The Best Horror of the Year: Volume Four, edited by Ellen Datlow. Night Shade Books, 2012


This is as good a collection of horror as you’re going to get. The book starts with Stephen King and ends with Peter Straub, and the authors in between are no slouches, either. There was only one story I didn’t like (Straub’s ‘The Ballad of Ballard and Sandrine’) and that’s not because it’s a bad story; it’s just not a style I care for.

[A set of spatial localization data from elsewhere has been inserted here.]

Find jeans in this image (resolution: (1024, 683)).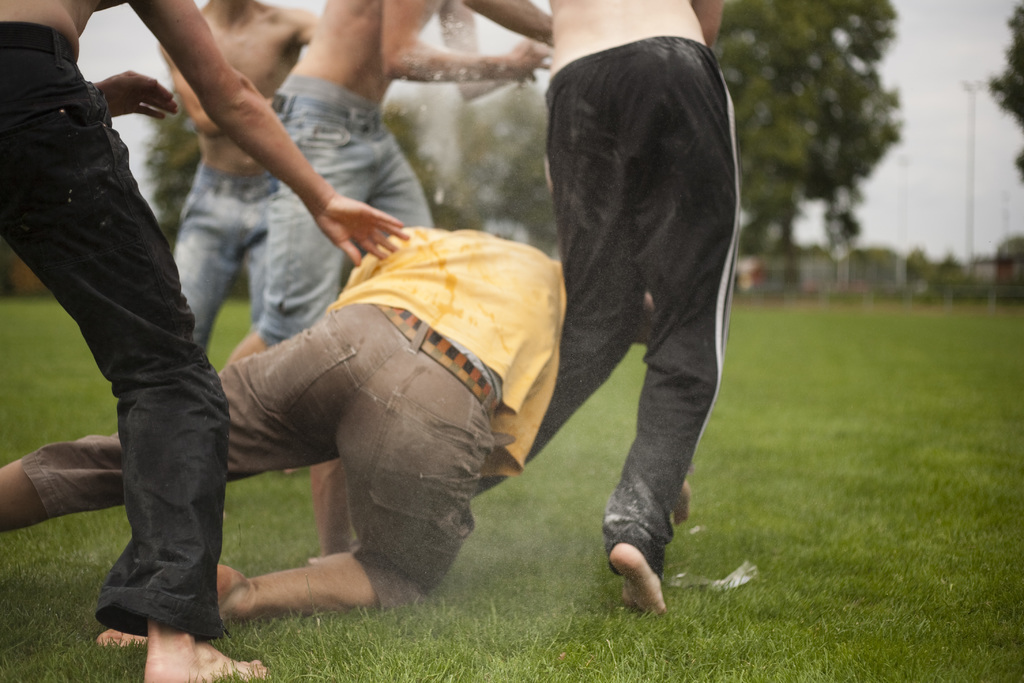
detection(0, 17, 231, 640).
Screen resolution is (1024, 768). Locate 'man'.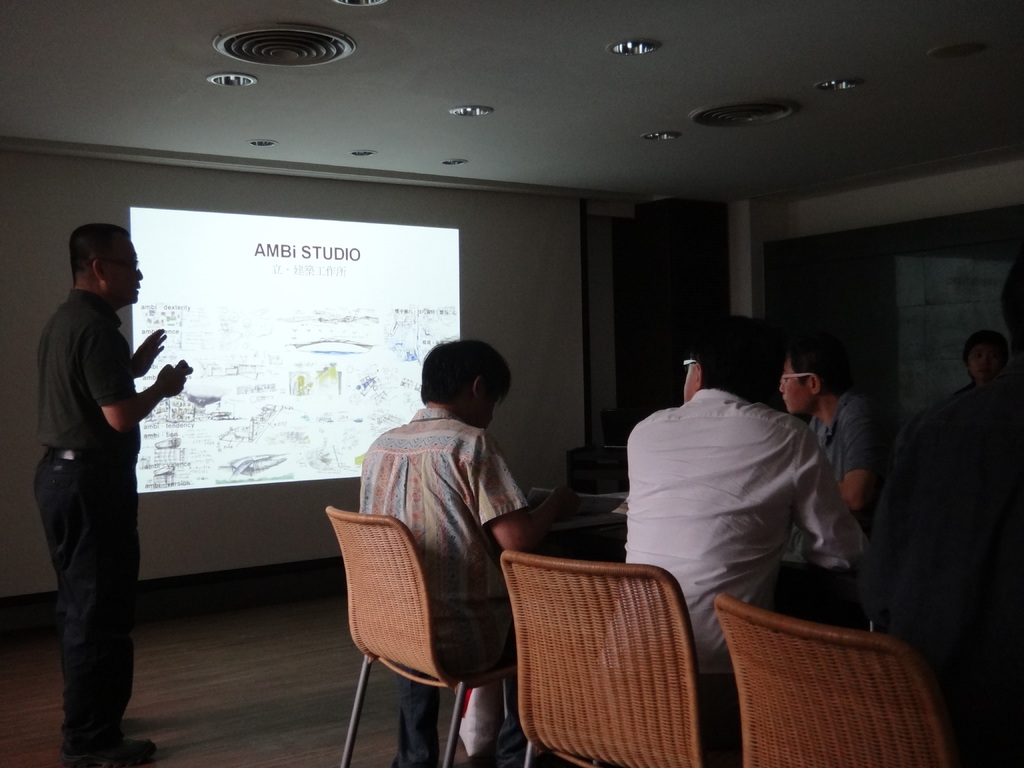
[left=24, top=218, right=197, bottom=733].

The stories are all over the map in terms of style; Margo Lanagan’s ‘Mulberry Boys’ is set in a sort of alternate world, a sort of fantasy/horror cross; Littlewood’s ‘Black Feathers’ rather reminded me of Bradbury; Laird Barron’s story put me in mind of Algernon Blackwood and I don’t think that was just because the name of the story is ‘Blackwood’s Baby’. Some are set in cities; some in the remote woods. This collection shows us horror in every setting. The one that I found the most unsettling was ‘The Moraine’ by Simon Bestwick, where a husband and wife get trapped on a mountainside by heavy fog, only to discover that it’s not just the exposure to cold they need to worry about. The horror in that one comes from a direction that one would never think of and, yes, we do have areas of moraine on the hill on the back of the property…

It’s not often I find an anthology that is so even in quality all the way through. I highly recommend this one!